After Crazy Rich Asians, is representation in Hollywood going in the right direction?
- The film’s success has spawned several copycat TV shows and helped Fraud Squad author Kyla Zhao snag her book deal
- But Hollywood’s obsession with cloning Crazy Rich Asians may have also hurt Asian storytelling and portrayals of the community
This spawned countless breathless commentaries about how “Crazy Rich Asians is going to change Hollywood”, as one Time magazine headline declared. It also birthed several copycat reality series starring wealthy Asian Americans, including Bling Empire (2021 to present), which just premiered a spin-off series on Netflix, Bling Empire: New York.
Earlier this month, the novel The Fraud Squad was launched by Singaporean author Kyla Zhao, who snagged a six-figure book deal and a big Hollywood agent for a story she describes as “Crazy Rich Asians meets (the 2006 film) The Devil Wears Prada”.
But has the Crazy Rich Asians effect been a net positive for Asian representation and storytelling?
Asian-American actor Daniel Dae Kim called out Hollywood’s obsession with cloning that success. And he believes it may have hurt Asian storytelling by creating a new set of stereotypes.
Speaking at a panel at the Sundance Film Festival last week, the 54-year-old Korean-American star said: “One of the collateral-damage effects of Crazy Rich Asians was that everyone wanted to do more Asian projects as long as they were just like Crazy Rich Asians.”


TASK REQUIREMENTS
Transcribe every entry word for word.

DATASET START

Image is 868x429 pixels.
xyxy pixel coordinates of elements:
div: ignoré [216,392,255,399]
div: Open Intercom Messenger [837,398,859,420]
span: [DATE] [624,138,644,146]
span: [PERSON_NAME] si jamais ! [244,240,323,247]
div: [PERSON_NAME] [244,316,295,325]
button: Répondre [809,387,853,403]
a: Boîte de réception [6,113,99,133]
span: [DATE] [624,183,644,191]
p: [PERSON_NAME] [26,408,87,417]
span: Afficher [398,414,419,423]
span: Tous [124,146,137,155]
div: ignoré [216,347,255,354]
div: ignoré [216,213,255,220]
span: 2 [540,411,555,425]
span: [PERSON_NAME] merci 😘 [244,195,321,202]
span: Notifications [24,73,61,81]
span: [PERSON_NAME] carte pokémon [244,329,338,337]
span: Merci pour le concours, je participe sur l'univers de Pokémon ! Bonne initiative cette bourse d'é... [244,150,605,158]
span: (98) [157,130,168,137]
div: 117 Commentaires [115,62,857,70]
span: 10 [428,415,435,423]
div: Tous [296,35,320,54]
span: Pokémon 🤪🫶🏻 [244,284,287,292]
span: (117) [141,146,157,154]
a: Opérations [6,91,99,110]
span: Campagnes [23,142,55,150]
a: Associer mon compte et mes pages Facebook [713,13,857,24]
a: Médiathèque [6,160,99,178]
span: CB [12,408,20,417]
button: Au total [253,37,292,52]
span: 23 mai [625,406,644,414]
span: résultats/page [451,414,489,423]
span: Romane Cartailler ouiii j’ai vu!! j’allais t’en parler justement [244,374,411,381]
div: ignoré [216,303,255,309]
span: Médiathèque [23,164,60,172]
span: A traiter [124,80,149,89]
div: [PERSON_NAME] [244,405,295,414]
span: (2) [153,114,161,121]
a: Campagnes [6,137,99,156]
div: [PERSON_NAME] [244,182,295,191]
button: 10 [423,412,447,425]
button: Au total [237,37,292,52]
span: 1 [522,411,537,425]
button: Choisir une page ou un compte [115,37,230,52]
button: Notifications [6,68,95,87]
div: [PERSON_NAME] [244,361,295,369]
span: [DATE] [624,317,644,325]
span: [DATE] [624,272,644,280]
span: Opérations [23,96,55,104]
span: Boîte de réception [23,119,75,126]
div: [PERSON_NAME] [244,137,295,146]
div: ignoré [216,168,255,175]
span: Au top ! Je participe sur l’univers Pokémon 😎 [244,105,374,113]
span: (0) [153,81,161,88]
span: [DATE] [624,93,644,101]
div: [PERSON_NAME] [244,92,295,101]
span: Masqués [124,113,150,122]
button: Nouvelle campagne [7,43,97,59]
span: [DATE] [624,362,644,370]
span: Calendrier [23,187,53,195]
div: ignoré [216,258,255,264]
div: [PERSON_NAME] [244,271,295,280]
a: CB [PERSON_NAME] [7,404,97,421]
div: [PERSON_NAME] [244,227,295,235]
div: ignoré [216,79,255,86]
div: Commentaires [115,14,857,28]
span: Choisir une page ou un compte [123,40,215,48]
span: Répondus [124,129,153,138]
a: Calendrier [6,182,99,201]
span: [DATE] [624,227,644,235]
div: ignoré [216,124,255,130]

DATASET END

WRITTEN REPLY
Image is 868x429 pixels.
xyxy pixel coordinates of elements:
div: ignoré [216,392,255,399]
div: Open Intercom Messenger [837,398,859,420]
span: [DATE] [624,138,644,146]
span: [PERSON_NAME] si jamais ! [244,240,323,247]
div: [PERSON_NAME] [244,316,295,325]
button: Répondre [809,387,853,403]
a: Boîte de réception [6,113,99,133]
span: [DATE] [624,183,644,191]
p: [PERSON_NAME] [26,408,87,417]
span: Afficher [398,414,419,423]
span: Tous [124,146,137,155]
div: ignoré [216,347,255,354]
div: ignoré [216,213,255,220]
span: 2 [540,411,555,425]
span: [PERSON_NAME] merci 😘 [244,195,321,202]
span: Notifications [24,73,61,81]
span: [PERSON_NAME] carte pokémon [244,329,338,337]
span: Merci pour le concours, je participe sur l'univers de Pokémon ! Bonne initiative cette bourse d'é... [244,150,605,158]
span: (98) [157,130,168,137]
div: 117 Commentaires [115,62,857,70]
span: 10 [428,415,435,423]
div: Tous [296,35,320,54]
span: Pokémon 🤪🫶🏻 [244,284,287,292]
span: (117) [141,146,157,154]
a: Opérations [6,91,99,110]
span: Campagnes [23,142,55,150]
a: Associer mon compte et mes pages Facebook [713,13,857,24]
a: Médiathèque [6,160,99,178]
span: CB [12,408,20,417]
button: Au total [253,37,292,52]
span: 23 mai [625,406,644,414]
span: résultats/page [451,414,489,423]
span: Romane Cartailler ouiii j’ai vu!! j’allais t’en parler justement [244,374,411,381]
div: ignoré [216,303,255,309]
span: Médiathèque [23,164,60,172]
span: A traiter [124,80,149,89]
div: [PERSON_NAME] [244,405,295,414]
span: (2) [153,114,161,121]
a: Campagnes [6,137,99,156]
div: [PERSON_NAME] [244,182,295,191]
button: 10 [423,412,447,425]
button: Au total [237,37,292,52]
span: 1 [522,411,537,425]
button: Choisir une page ou un compte [115,37,230,52]
button: Notifications [6,68,95,87]
div: [PERSON_NAME] [244,361,295,369]
span: [DATE] [624,317,644,325]
span: [DATE] [624,272,644,280]
span: Opérations [23,96,55,104]
span: Boîte de réception [23,119,75,126]
div: [PERSON_NAME] [244,137,295,146]
div: ignoré [216,168,255,175]
span: Au top ! Je participe sur l’univers Pokémon 😎 [244,105,374,113]
span: (0) [153,81,161,88]
span: [DATE] [624,93,644,101]
div: [PERSON_NAME] [244,92,295,101]
span: Masqués [124,113,150,122]
button: Nouvelle campagne [7,43,97,59]
span: [DATE] [624,362,644,370]
span: Calendrier [23,187,53,195]
div: ignoré [216,258,255,264]
div: [PERSON_NAME] [244,271,295,280]
a: CB [PERSON_NAME] [7,404,97,421]
div: [PERSON_NAME] [244,227,295,235]
div: ignoré [216,79,255,86]
div: Commentaires [115,14,857,28]
span: Choisir une page ou un compte [123,40,215,48]
span: Répondus [124,129,153,138]
a: Calendrier [6,182,99,201]
span: [DATE] [624,227,644,235]
div: ignoré [216,124,255,130]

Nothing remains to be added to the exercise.